Monopolies exercised by manufacturers and wholesalers of animal medicines are also to be broken. Manufacturers will have to tell pharmacies the terms on which they supply veterinary medicines and offer pharmacies the same terms that they offer to veterinary surgeons. Wholesalers are to be required to deal with pharmacies on the same terms as vets and vets are to be allowed to compete among themselves for the supply of medicines for animals not under their care.

On the regulatory front, the Competition Commission has said that animal medicines should automatically be given the least restrictive classification that is justified by available scientific data whenever their marketing authorisations come up for review. It wants a new classification of medicines that agricultural merchants and saddlers should be allowed to dispense and for POM flea products to be available from pharmacies. The commission also says that it should be made easier to import animal medicines from Europe.

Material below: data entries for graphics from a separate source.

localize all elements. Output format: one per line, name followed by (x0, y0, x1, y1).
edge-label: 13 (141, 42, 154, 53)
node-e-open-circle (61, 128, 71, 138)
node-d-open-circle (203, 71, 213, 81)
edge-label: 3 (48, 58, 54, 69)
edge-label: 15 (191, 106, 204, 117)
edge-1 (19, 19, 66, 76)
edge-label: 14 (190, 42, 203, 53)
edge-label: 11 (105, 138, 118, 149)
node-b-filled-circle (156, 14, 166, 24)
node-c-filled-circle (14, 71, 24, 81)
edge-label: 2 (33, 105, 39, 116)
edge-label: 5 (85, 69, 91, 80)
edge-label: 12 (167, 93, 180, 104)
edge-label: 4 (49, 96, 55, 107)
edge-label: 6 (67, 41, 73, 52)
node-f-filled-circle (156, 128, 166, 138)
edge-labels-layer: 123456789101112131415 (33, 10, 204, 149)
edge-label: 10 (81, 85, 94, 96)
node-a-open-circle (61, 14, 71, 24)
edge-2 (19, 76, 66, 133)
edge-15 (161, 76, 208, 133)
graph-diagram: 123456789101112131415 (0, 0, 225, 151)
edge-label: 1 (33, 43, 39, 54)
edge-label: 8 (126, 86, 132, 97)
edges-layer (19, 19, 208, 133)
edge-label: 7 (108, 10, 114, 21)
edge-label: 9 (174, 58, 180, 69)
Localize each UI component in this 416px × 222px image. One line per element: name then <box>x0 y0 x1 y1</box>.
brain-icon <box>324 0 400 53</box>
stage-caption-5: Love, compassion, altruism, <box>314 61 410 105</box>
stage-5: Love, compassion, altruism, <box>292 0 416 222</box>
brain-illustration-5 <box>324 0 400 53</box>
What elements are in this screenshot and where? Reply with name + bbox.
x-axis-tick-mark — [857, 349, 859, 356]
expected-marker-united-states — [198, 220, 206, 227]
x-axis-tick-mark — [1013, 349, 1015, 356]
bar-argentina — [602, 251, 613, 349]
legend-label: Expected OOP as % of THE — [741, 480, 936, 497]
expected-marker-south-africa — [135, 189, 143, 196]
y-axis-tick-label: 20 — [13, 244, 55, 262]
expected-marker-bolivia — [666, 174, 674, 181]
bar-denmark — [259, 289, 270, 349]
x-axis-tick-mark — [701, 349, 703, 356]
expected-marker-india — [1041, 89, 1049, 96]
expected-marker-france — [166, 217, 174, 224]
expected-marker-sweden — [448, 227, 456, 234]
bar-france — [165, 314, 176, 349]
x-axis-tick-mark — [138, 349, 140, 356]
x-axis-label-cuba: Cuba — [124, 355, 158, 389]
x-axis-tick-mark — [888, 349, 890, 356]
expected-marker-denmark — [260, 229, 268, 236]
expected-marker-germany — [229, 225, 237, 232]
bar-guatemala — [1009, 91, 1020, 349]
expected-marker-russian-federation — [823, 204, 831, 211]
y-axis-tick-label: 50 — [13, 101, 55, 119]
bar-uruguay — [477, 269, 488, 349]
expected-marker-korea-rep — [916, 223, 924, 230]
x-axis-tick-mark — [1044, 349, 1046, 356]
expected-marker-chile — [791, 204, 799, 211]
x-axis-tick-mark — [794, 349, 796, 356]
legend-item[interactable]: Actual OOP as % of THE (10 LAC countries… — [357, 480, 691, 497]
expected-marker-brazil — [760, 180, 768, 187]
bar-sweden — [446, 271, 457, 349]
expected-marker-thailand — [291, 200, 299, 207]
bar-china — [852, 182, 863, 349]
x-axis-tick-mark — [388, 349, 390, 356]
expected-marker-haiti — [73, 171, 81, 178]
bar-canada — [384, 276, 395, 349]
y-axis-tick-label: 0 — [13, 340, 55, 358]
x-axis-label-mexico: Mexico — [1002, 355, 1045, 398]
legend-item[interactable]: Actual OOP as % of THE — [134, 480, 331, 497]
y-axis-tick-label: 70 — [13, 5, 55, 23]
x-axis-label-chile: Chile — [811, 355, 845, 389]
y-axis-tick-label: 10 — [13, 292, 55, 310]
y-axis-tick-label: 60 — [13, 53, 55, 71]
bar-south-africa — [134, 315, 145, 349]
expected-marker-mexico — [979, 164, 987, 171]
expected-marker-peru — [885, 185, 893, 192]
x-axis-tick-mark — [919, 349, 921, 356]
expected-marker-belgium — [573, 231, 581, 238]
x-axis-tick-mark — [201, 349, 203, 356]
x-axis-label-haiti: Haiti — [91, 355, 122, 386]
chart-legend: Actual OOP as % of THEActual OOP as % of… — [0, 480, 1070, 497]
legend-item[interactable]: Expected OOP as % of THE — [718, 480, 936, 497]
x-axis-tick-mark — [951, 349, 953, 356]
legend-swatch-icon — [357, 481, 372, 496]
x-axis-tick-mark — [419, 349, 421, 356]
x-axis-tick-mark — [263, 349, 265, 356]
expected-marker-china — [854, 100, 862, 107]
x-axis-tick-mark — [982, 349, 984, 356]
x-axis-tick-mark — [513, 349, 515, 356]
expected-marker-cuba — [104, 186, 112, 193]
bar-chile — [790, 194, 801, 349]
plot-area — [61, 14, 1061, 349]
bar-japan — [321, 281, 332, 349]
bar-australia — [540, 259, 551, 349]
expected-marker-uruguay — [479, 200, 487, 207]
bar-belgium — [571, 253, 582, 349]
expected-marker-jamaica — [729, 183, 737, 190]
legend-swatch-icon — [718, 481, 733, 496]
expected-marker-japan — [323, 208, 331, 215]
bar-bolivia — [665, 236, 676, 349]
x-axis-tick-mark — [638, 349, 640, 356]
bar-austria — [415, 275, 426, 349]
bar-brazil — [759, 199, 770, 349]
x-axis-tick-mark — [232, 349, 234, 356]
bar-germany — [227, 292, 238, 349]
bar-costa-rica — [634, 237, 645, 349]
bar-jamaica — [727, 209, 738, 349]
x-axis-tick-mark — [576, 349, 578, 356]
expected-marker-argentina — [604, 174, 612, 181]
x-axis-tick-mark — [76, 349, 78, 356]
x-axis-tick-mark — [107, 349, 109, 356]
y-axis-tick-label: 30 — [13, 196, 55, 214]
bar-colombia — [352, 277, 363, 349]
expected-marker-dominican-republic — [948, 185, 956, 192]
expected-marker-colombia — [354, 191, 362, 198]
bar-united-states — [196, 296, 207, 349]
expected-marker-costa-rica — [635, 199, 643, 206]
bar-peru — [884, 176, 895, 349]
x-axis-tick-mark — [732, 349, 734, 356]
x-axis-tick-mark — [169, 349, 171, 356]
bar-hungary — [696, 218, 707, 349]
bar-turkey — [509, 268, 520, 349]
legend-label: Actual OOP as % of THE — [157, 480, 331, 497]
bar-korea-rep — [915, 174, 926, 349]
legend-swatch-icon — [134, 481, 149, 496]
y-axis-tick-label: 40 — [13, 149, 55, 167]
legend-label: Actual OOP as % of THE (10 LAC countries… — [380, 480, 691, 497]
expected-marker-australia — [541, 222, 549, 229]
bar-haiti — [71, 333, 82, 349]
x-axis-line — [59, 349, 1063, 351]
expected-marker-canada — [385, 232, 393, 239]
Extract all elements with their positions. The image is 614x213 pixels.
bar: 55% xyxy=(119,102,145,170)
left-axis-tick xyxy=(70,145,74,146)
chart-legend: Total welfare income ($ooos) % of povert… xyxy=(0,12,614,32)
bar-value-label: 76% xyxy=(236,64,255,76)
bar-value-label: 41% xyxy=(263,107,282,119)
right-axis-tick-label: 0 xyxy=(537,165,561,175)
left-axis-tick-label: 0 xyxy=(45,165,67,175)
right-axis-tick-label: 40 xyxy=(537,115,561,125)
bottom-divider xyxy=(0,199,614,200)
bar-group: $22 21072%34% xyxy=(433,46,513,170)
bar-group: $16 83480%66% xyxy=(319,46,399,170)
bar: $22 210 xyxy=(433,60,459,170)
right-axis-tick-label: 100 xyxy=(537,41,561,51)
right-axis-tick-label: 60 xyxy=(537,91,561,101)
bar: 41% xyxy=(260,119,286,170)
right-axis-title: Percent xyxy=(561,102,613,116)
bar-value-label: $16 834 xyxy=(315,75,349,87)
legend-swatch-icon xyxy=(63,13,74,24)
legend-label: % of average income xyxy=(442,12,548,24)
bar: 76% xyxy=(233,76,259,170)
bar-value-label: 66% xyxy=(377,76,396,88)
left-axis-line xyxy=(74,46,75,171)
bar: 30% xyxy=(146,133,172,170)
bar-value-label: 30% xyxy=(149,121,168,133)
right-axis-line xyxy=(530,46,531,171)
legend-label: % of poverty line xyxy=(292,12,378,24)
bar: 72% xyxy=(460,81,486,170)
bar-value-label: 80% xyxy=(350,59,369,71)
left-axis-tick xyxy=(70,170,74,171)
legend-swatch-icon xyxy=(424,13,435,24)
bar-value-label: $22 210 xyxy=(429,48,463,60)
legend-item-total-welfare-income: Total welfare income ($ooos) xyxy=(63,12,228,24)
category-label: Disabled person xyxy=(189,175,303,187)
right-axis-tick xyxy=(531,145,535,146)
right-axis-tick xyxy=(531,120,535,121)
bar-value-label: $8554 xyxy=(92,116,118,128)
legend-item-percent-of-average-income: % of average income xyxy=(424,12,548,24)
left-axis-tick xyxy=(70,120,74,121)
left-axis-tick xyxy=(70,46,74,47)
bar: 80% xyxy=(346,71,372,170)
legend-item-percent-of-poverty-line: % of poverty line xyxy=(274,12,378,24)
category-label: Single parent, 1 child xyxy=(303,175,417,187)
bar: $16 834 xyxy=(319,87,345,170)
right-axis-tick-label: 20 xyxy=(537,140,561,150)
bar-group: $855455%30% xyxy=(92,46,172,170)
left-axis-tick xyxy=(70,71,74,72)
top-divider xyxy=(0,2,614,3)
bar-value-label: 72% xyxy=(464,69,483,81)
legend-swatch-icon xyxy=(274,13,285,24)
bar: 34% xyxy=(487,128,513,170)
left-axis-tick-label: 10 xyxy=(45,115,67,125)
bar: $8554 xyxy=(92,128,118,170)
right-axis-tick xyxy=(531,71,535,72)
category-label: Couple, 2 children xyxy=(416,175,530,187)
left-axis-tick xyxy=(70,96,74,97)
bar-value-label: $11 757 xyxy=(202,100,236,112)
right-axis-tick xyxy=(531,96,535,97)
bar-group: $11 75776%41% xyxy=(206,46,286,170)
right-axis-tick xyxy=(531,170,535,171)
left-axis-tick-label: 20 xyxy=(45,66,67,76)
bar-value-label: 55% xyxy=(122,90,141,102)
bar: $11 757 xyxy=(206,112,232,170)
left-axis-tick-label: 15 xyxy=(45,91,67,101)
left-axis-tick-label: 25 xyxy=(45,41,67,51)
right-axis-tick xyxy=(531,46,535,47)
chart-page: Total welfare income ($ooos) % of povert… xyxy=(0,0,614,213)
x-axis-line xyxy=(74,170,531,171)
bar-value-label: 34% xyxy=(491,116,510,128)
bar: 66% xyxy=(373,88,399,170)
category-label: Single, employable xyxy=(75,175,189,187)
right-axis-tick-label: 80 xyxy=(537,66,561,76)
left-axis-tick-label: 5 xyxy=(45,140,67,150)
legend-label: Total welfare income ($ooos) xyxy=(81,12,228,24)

Andrew Cairns, chairman of the Royal Pharmaceutical Society's Veterinary Pharmacists' Group, said that the planned changes provide a major opportunity for pharmacy and reflect the findings of a report by Professor Sir John March on opening up veterinary dispensing (PJ, 21/28 December 2002, p878).

Mr Cairns said that the Society is to explore with the Veterinary Medicines Directorate the possibility of a new classification of animal medicines that can be supplied by pharmacists but which are not suitable for supply by saddlers or agricultural merchants. The Society already has in mind a number of large-animal vaccines that could fall into this category.

Mr Cairns added that if high street pharmacies could access the market for ectoparasiticides for companion animals then that would encourage a large number of pet owners who did not regularly de-flea or worm their cats and dogs to do so.

National Pharmaceutical Association chief executive John D'Arcy said that fewer than 100 pharmacies had significant veterinary business. He expected that up to 10 per cent of all pharmacies would enter the veterinary market given the opportunities offered by the Competition Commission.